Good spring rainfall and larger than expected plantings resulted in a dramatic turnaround in the NSW canola crop, as revealed in the ABARES February Crop Report.
ABARES raised its forecast for the NSW 2017-18 canola crop by 215,000 tonnes to 618,000t, while Victoria’s crop was raised by 90,000t to 750,000t.
Part of the increase was attributed to a larger canola planting by farmer’s ABARES said.
This dramatic reversal of fortune from the pre-harvest ideas that poor growing conditions could see the NSW and Victorian canola crop fall short of the needs of the domestic crush requirements.
Domestic crush capacity has expanded significantly in recent years.
The annual canola crush in eastern Australia is around 900,000t, according to the Australian Oilseed Federation.
Canola is expected to be a popular choice with farmers in 2018 following the good season last year.
A likely downturn in the pulse plantings may also see more farmers swing to canola.
The timing of planting rains will also have a significant bearing on canola plantings.
Unseasonably hot and dry weather has savaged the state’s sorghum crop, ABARES revealed.
Cotton crops have also suffered, they said.
ABARES cut its forecast NSW sorghum plantings by 25 per cent to 150,000 hectares from earlier forecasts as farmers cut back in planting intentions with the dry summer.
Yields have also suffered with the adverse weather, ABARES said, with the state sorghum crop now expected at 465,000t, down from earlier expectations of about 600,000t.
Queensland sorghum crop production estimates were also slashed by ABARES, with the Central Queensland output now expected to be well down on the earlier forecasts.
Australia’s 2017-18 sorghum crop is now forecast at 1.46 million tonnes, slightly up on last year’s one million tonnes, but well below average.
The shrinking sorghum crop continues to support grain prices across northern NSW and southern Queensland.
Darling Downs grain markets pushed higher last week as sorghum crop ideas continue to decline.
Sorghum bids were $13 a tonne higher at $293/t delivered into the Darling Downs while Brisbane values were $14/t higher at $304/t.
Trader bids into Newcastle were also sharply higher.
Alternative feed grain values were supported by the big weekly increase in sorghum.
Stock feed wheat and feed barley bids into the Darling Downs were $5/t higher at $330/t to $335/t delivered, but the sellers for this grain remain scarce.
Southern grain markets continue to be well supported as buyers chase limited supplies.
Victorian barley bids jumped by $8/t to $265/t Melbourne on strong exporter demand.
Feed barley prices in South Australia and Western Australia were also sharply higher last week.
Exporters are thought to have sold a significant volume of Australian canola to Chinese buyers.
Australian government data shows that more than one million tonnes of barley has been exported between October and December with a further 1.3 million tonnes scheduled to be shipped through to the end of February.
World grain prices continued to firm last week as drought conditions through the US hard red winter wheat areas intensify.
US wheat futures ended the week higher for a fourth consecutive week.
This was despite a broadly bearish monthly US Department of Agricuture report where US wheat exports were lowered by 700,000t at the expense of larger Russian wheat exports.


◆ Prompt:
Within the records below, how many lines hold the word "bounding"? Only the number should be returned.

◆ Records excerpted from a collection:

-*-

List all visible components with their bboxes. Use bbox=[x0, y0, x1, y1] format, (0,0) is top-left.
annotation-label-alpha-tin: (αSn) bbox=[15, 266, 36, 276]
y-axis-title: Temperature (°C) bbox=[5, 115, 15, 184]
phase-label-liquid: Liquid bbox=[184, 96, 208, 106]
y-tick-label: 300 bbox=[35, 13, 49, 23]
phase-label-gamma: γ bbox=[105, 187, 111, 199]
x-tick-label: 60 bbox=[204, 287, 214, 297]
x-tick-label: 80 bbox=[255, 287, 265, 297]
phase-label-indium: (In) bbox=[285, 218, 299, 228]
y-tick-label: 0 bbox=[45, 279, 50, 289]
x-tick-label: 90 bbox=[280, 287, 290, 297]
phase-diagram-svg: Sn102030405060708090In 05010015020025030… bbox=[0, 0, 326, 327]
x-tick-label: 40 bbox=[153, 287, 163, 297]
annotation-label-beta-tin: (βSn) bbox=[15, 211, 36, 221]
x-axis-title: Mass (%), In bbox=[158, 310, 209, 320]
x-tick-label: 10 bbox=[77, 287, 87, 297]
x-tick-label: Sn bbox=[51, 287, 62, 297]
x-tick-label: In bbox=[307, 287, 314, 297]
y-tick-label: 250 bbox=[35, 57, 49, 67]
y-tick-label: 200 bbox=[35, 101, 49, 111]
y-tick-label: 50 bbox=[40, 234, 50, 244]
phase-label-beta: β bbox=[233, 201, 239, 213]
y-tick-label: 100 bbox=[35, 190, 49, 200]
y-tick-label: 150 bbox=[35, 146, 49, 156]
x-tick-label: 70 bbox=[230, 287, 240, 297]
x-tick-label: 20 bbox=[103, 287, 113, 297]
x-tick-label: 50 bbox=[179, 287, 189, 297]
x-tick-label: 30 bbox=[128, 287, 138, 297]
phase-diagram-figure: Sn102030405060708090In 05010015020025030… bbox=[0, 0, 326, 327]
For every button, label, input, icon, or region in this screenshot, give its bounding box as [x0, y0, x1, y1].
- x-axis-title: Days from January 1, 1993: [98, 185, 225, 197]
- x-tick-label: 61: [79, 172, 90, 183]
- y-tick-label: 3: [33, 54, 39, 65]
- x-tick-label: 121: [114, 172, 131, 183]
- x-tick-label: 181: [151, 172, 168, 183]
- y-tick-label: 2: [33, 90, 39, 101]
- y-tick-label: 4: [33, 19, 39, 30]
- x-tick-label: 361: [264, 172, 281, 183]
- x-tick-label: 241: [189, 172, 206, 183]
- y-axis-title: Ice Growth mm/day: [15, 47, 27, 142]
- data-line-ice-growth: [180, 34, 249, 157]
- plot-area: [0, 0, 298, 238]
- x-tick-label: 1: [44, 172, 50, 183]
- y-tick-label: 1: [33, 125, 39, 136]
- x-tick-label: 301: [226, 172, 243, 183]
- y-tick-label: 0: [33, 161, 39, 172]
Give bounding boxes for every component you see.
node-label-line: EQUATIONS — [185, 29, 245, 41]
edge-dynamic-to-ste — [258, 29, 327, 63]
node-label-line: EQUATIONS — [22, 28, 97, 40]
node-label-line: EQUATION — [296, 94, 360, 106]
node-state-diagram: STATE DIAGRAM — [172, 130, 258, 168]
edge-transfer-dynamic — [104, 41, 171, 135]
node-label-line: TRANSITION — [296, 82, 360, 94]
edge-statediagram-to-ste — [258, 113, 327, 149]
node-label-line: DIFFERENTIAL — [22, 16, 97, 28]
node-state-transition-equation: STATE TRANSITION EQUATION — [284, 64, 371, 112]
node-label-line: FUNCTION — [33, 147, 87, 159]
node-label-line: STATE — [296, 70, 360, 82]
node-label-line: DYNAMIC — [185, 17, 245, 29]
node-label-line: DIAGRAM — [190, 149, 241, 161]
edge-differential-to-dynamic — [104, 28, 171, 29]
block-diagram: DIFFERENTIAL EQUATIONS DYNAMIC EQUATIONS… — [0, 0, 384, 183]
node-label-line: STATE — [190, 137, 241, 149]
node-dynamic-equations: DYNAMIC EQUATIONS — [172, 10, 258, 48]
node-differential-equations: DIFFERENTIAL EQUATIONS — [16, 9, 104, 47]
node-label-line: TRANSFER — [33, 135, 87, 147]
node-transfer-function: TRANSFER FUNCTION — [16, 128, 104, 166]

-*-

◆ Response to this exercise:
2